Here, the <Name> and the <Domain> are not in the same sentence, but yet the connection between the two is obvious. We modeled this by noting that if only one name occurred in a paragraph and a domain was also encountered, it was quite likely that the name and domain were connected. Hence it is more accurate to say that the initial seed pattern is:
<Name> <some text> “is an expert in” <Domain>
We used this principle throughout. We relaxed our patterns to accommodate random text between an occurrence of a name and a domain as long as another name did not occur in between.
Pattern extraction from <Name, Domain> pairs:
Once we had these <Name, Domain> pairs, we first did a web search for them using a search query “<Name>” + “<Domain>” and downloaded the top 100 results. We extracted text between the occurrence of a <Name> and <Domain> as a pattern. This initially gave a large number of highly dubious patterns, especially if the name and domain are far apart in a sentence. So we limited patterns to 10 words or less. That eliminated a large number of the dubious patterns. Nevertheless, there was some minimal manual intervention involved in this step to ensure that the extracted patterns were okay.

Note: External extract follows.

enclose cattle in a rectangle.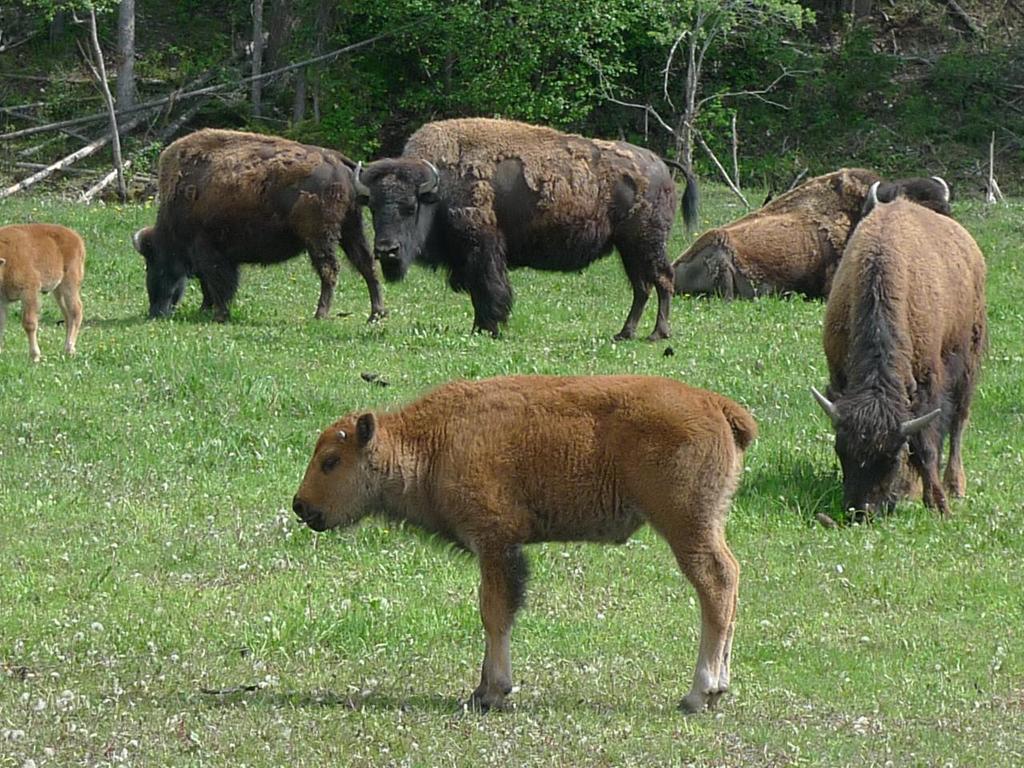
(left=131, top=121, right=394, bottom=325).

Using the <Name, Domain> pairs obtained in the previous step, we extracted the following patterns:
<Name> <text> “, an expert in” <domain><Name> <text> “is an expert on” <domain>
<Name> <text> “, a specialist in” <domain>
<Name> <text> “specializes in” <domain>
<Name> <text> “is a specialist in” <domain>
<Name> <text> “is a world-recognized expert in” <domain>
All of the above patterns are valid patterns. Particularly patterns 1 and 2 are subtle variants of the initial seed pattern that the algorithm picked up. A common variant of the phrase, “Prof Angus Wallace is an expert in orthopedic surgery” is to say “Prof Angus Wallace, an expert in orthopedic surgery, teaches in Queen’s College, London”. It might sound a little disappointing that given 324 <name, domain> pairs, we have managed to extract only 6 new patterns. However, that is unfortunately the nature of the problem space. In the DIPRE paper, the authors attempted to extract <book, author> pairs from pattern. They managed to extract several more patterns in every iteration. This is because the pair of <”William Shakespeare”, “Romeo and Juliet”> is likely to occur far more times in the web than any <name, domain> pair we are searching for. Despite the ubiquitous Prof Angus Wallace in this document, he probably occurs very few times in the web. Most of the other <name, domain> pairs occur just once and that too in the original seed pattern. However, given that we extract so many <name, domain> pairs even if a very few of them yield new patterns, we are in good shape.